(Dataset records)
• • •

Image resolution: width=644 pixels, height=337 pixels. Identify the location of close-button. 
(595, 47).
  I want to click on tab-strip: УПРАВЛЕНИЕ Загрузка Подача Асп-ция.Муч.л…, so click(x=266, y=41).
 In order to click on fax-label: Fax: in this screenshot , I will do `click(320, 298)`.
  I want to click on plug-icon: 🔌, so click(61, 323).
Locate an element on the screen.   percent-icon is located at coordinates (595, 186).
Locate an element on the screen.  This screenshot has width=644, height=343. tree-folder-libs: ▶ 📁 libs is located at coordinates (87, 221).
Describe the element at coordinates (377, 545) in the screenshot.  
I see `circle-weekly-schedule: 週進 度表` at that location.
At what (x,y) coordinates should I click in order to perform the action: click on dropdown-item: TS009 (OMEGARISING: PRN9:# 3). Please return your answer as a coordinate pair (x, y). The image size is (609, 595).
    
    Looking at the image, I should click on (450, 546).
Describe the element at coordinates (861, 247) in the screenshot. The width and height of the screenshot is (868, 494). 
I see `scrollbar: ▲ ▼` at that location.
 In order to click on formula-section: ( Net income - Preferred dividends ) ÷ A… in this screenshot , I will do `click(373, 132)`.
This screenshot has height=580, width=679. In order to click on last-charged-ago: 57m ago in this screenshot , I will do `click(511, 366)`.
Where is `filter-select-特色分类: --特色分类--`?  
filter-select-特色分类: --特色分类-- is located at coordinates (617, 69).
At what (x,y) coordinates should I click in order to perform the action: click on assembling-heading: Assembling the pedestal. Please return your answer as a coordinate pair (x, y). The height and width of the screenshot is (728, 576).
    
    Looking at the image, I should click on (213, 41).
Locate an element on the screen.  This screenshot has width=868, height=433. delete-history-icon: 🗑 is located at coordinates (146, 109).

• • •

* **TASK STATEMENT**
Output the line containing "This screenshot has height=580, width=679." together with all later lines of the entries, exactly as written, through the final line.

* **ANSWER SPACE**
This screenshot has height=580, width=679. In order to click on last-charged-ago: 57m ago in this screenshot , I will do `click(511, 366)`.
Where is `filter-select-特色分类: --特色分类--`?  
filter-select-特色分类: --特色分类-- is located at coordinates (617, 69).
At what (x,y) coordinates should I click in order to perform the action: click on assembling-heading: Assembling the pedestal. Please return your answer as a coordinate pair (x, y). The height and width of the screenshot is (728, 576).
    
    Looking at the image, I should click on (213, 41).
Locate an element on the screen.  This screenshot has width=868, height=433. delete-history-icon: 🗑 is located at coordinates (146, 109).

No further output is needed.